As proof of the Holocaust grew, lethal gas and capital punishment in general increasingly fell into disrepute throughout the world, including in North Carolina and other states.

In 1994 a federal District Court in San Francisco held that California's execution by lethal gas violated the U.S. Constitution's ban on cruel and unusual punishment. In 1999 the world's final gas-chamber execution was carried out in Arizona, leaving most states to rely on lethal injection - a method pioneered by Nazi doctors.

Today, most states prohibit the gas chamber method even for animal euthanasia.

The rise and fall of the American gas chamber offers a cautionary tale about what can happen when an attempted "reform" is initiated without sufficient scrutiny and later adopted on a massive scale, with hideous and genocidal consequences.

North Carolinians might do well to remember that deadly history.

The world's first official execution by lethal gas was carried out by Nevada on Feb. 8, 1924, when a Chinese-American immigrant was put to death at Carson City.

In North Carolina, prior to the mid-1930s criminals were hanged, often by lynching, or they were killed in the electric chair at Central Prison.

Dr. Charles A. Peterson of Spruce Pine in Mitchell County, a physician and popular Republican member of the state House of Representatives, cited his medical background to argue that lethal gas was a more humane method of execution than electrocution and a preferred alternative.

Peterson persuaded a legislative committee to hold public hearings so that he and two other physicians, two dentists and a newspaper reporter could attest to the advantages of lethal gas over hanging and electrocution. His model legislation passed unanimously, making North Carolina the first state east of the Mississippi and the first in the South to authorize the use of the gas chamber.

At the time, many observers viewed North Carolina's switch to lethal gas as further proof of the state's progressive leadership in the South. Some liberal reformers actually hailed the move as a step forward.

But from the start, the method didn't live up to its advance reviews.

The first gassing was carried out Jan. 24, 1936. Allen Foster, a 19-year-old mentally impaired black youth from Alabama, had absconded from a Civilian Conservation Corps camp in Hoke County and been convicted by an all-white jury of raping a young white woman. Foster was sentenced to die in the state's shiny new gas chamber.

His execution turned out to be much grislier than promised.

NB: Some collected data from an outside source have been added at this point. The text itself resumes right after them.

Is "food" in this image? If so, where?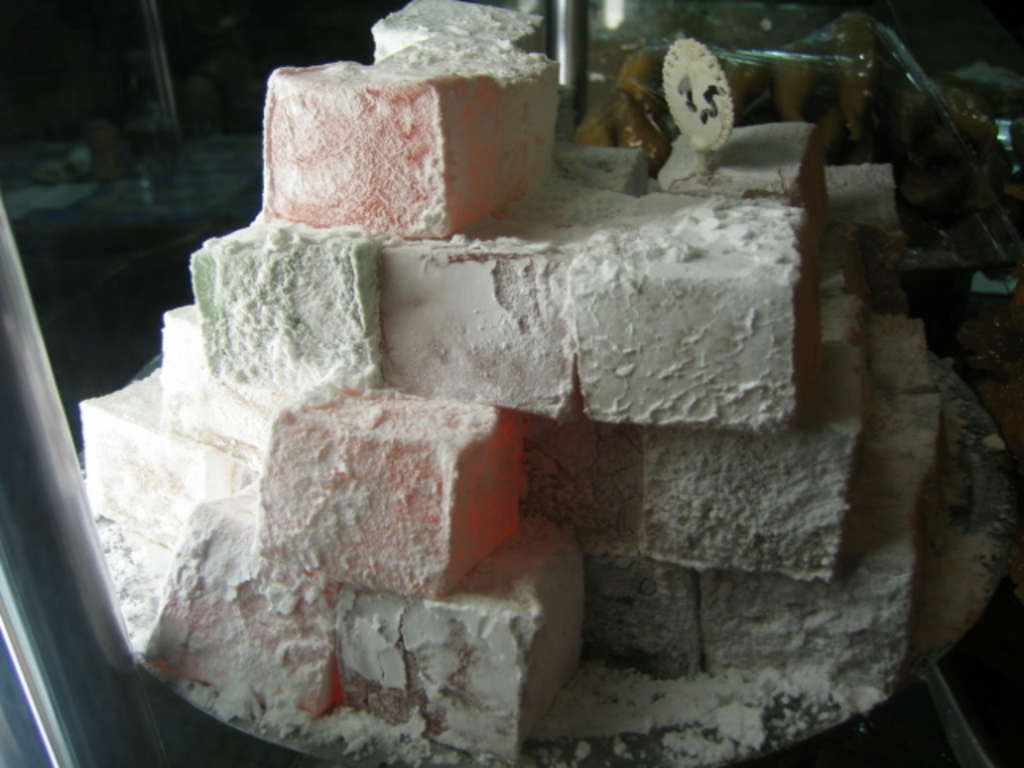
Yes, at x1=75 y1=0 x2=1022 y2=766.
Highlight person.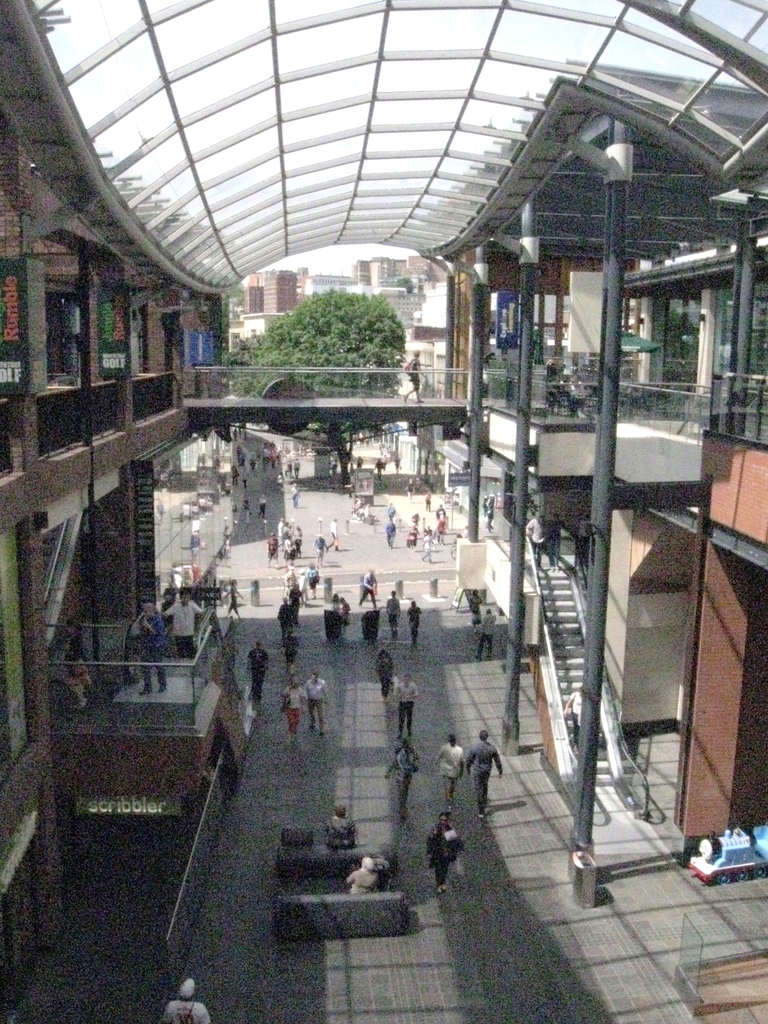
Highlighted region: box=[305, 562, 323, 601].
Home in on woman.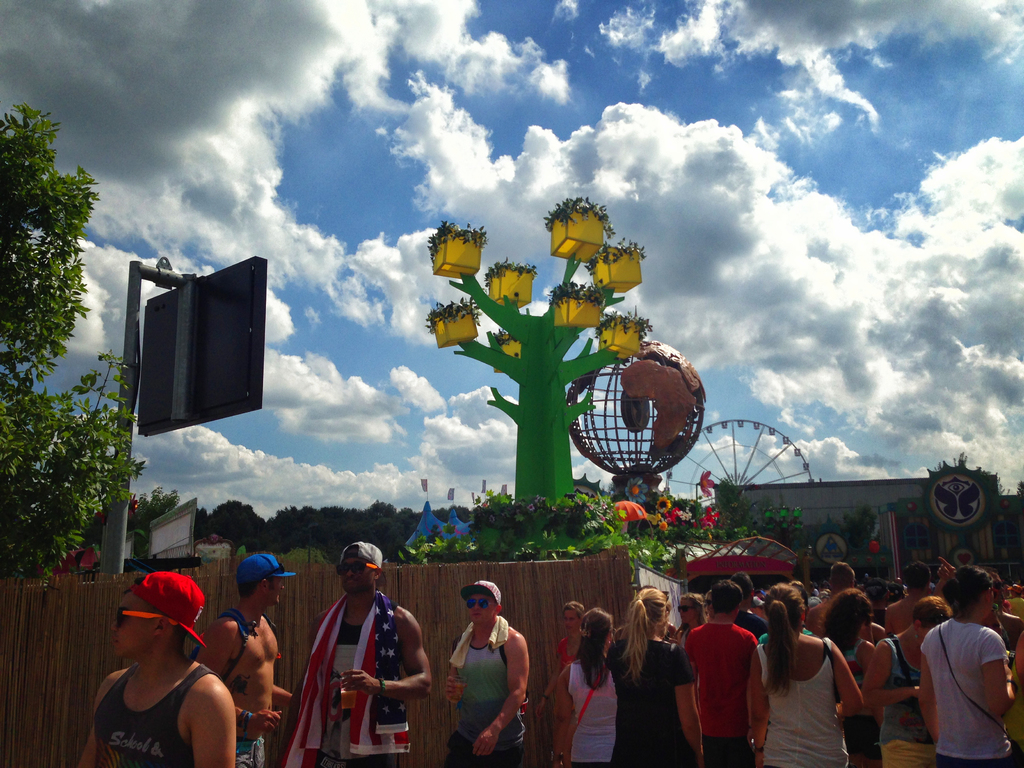
Homed in at (819, 588, 882, 767).
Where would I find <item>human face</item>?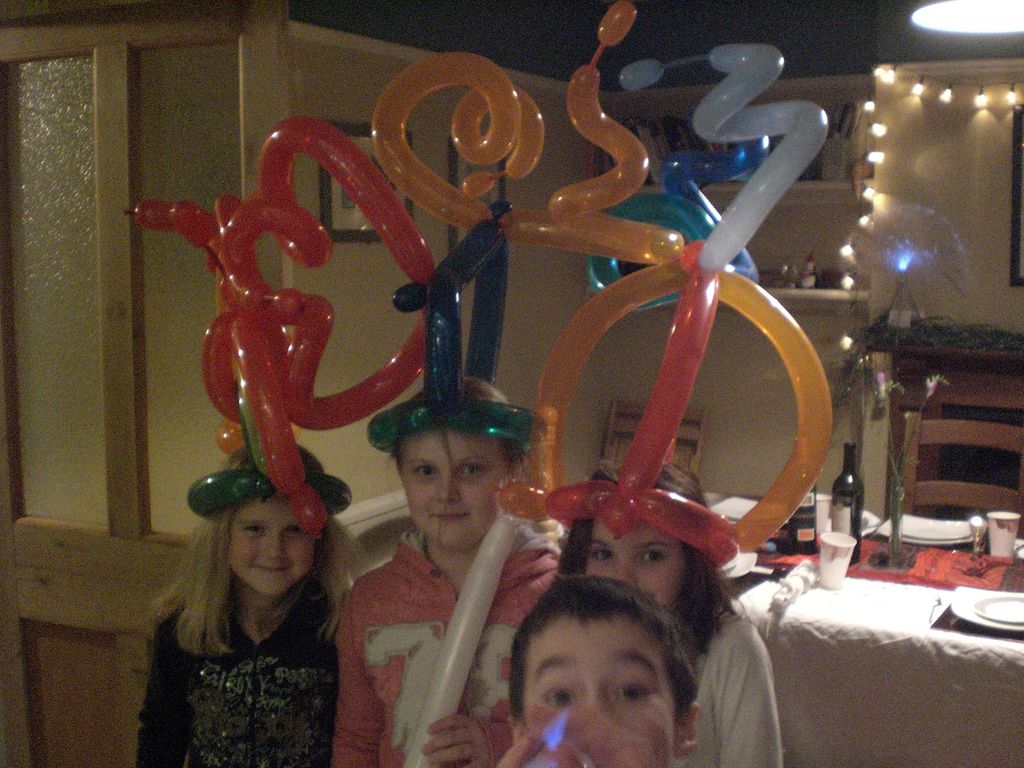
At BBox(584, 519, 687, 611).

There was a long period of convulsions, and it took a full 11 minutes before doctors finally pronounced Foster dead.

North Carolina's reliance on gas was unmatched among the states in the 1930s. Notwithstanding official statements about the procedures going well, gruesome eyewitness accounts of the gassings in Central Prison continued for years. By the end of 1941, the gas chamber had claimed 82 people, at least 68 of whom were African-American, a sizeable number of them doomed for crimes other than murder. Persons of "defective" intelligence were also disproportionately targeted.

But the shock of Auschwitz and other atrocities helped make North Carolinians and other Americans increasingly uncomfortable about the use of the gas chamber and other forms of capital punishment. From Oct. 28, 1961, to March 15, 1984, the state didn't carry out a single execution.

Eventually, the old gas chamber was dismantled. The former execution chair ended up in the N.C. Museum of History in Raleigh. Some day the lethal injection gurney will go the same route.

Investigative historian Scott Christianson is the author of "The Last Gasp: The Rise and Fall of the American Gas Chamber."